Speaking on his weekly LBC show, Phone Farage, the Ukip leader said that Miliband’s decision to call Tory donor’s “dodgy” was ill advised and that getting involved in debates on tax avoidance would lead to a “race to the bottom.”
He said: “Very wealthy people and particularly those that have businesses and houses and perhaps families around the world, do legally what's available to them to avoid paying tax.
The Labour Party described the claim as a “lie” and said that “Ed paid 40 per cent capital gains tax when the house was sold in 2004/05. It can't be tax avoidance if no tax was avoided.”
Miliband said: “It's something that my mother did 20 years ago, that was a decision she made.
”Let me just say this: I paid tax as a result of that transaction, I've avoided no tax in that”.
On Wednesday, Miliband accused the Conservative Party and David Cameron of accepting money from “dodgy donors” and also referred to “tax avoidance” by Lord Fink who has donated £3million to the Conservative Party.
After initially demanding an apology from Miliband and threatening him with libel action, Lord Fink admitted to The Evening Standard on Thursday that he was involved “vanilla tax avoidance measures” and he did not intend to sue Miliband.

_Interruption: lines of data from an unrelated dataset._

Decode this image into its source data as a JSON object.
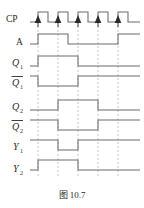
{
  "figure": {
    "caption": "图 10.7",
    "type": "digital-timing-diagram",
    "background": "#ffffff",
    "wave_color": "#6b6b6b",
    "dash_color": "#b4b4b4",
    "text_color": "#2b2b2b"
  },
  "axis": {
    "x_start": 30,
    "x_end": 140,
    "period": 20,
    "marker_count": 5,
    "marker_x": [
      38,
      58,
      78,
      98,
      118
    ],
    "note": "dashed vertical markers align with CP rising edges"
  },
  "signals": [
    {
      "name": "CP",
      "label": "CP",
      "overbar": false,
      "subscript": "",
      "row_y": 18,
      "kind": "clock",
      "pulses": [
        {
          "rise": 38,
          "fall": 48
        },
        {
          "rise": 58,
          "fall": 68
        },
        {
          "rise": 78,
          "fall": 88
        },
        {
          "rise": 98,
          "fall": 108
        },
        {
          "rise": 118,
          "fall": 128
        }
      ],
      "levels": "0 1 0 1 0 1 0 1 0 1 0"
    },
    {
      "name": "A",
      "label": "A",
      "overbar": false,
      "subscript": "",
      "row_y": 40,
      "kind": "data",
      "transitions": [
        {
          "x": 30,
          "level": 0
        },
        {
          "x": 38,
          "level": 1
        },
        {
          "x": 68,
          "level": 0
        },
        {
          "x": 118,
          "level": 1
        },
        {
          "x": 140,
          "level": 1
        }
      ]
    },
    {
      "name": "Q1",
      "label": "Q",
      "overbar": false,
      "subscript": "1",
      "row_y": 62,
      "kind": "data",
      "transitions": [
        {
          "x": 30,
          "level": 0
        },
        {
          "x": 38,
          "level": 1
        },
        {
          "x": 78,
          "level": 0
        },
        {
          "x": 140,
          "level": 0
        }
      ]
    },
    {
      "name": "Q1bar",
      "label": "Q",
      "overbar": true,
      "subscript": "1",
      "row_y": 82,
      "kind": "data",
      "transitions": [
        {
          "x": 30,
          "level": 1
        },
        {
          "x": 38,
          "level": 0
        },
        {
          "x": 78,
          "level": 1
        },
        {
          "x": 140,
          "level": 1
        }
      ]
    },
    {
      "name": "Q2",
      "label": "Q",
      "overbar": false,
      "subscript": "2",
      "row_y": 106,
      "kind": "data",
      "transitions": [
        {
          "x": 30,
          "level": 0
        },
        {
          "x": 58,
          "level": 1
        },
        {
          "x": 98,
          "level": 0
        },
        {
          "x": 140,
          "level": 0
        }
      ]
    },
    {
      "name": "Q2bar",
      "label": "Q",
      "overbar": true,
      "subscript": "2",
      "row_y": 126,
      "kind": "data",
      "transitions": [
        {
          "x": 30,
          "level": 1
        },
        {
          "x": 58,
          "level": 0
        },
        {
          "x": 98,
          "level": 1
        },
        {
          "x": 140,
          "level": 1
        }
      ]
    },
    {
      "name": "Y1",
      "label": "Y",
      "overbar": false,
      "subscript": "1",
      "row_y": 146,
      "kind": "data",
      "transitions": [
        {
          "x": 30,
          "level": 1
        },
        {
          "x": 58,
          "level": 0
        },
        {
          "x": 78,
          "level": 1
        },
        {
          "x": 140,
          "level": 1
        }
      ]
    },
    {
      "name": "Y2",
      "label": "Y",
      "overbar": false,
      "subscript": "2",
      "row_y": 166,
      "kind": "data",
      "transitions": [
        {
          "x": 30,
          "level": 0
        },
        {
          "x": 38,
          "level": 1
        },
        {
          "x": 78,
          "level": 0
        },
        {
          "x": 140,
          "level": 0
        }
      ]
    }
  ]
}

Lord Fink said: “I didn’t object to his use of the word ‘tax avoidance’. Because you are right: tax avoidance, everyone does it.”
Earlier in Farage’s show, the Ukip leader told listeners that he had “never avoided paying any tax.”
Responding to a caller he said: “I have never avoided any tax myself through any complicated measures…I have an accountant who does everything and particularly since I was elected to the European Parliament 16 years ago, it's an issue I have to be very careful about.”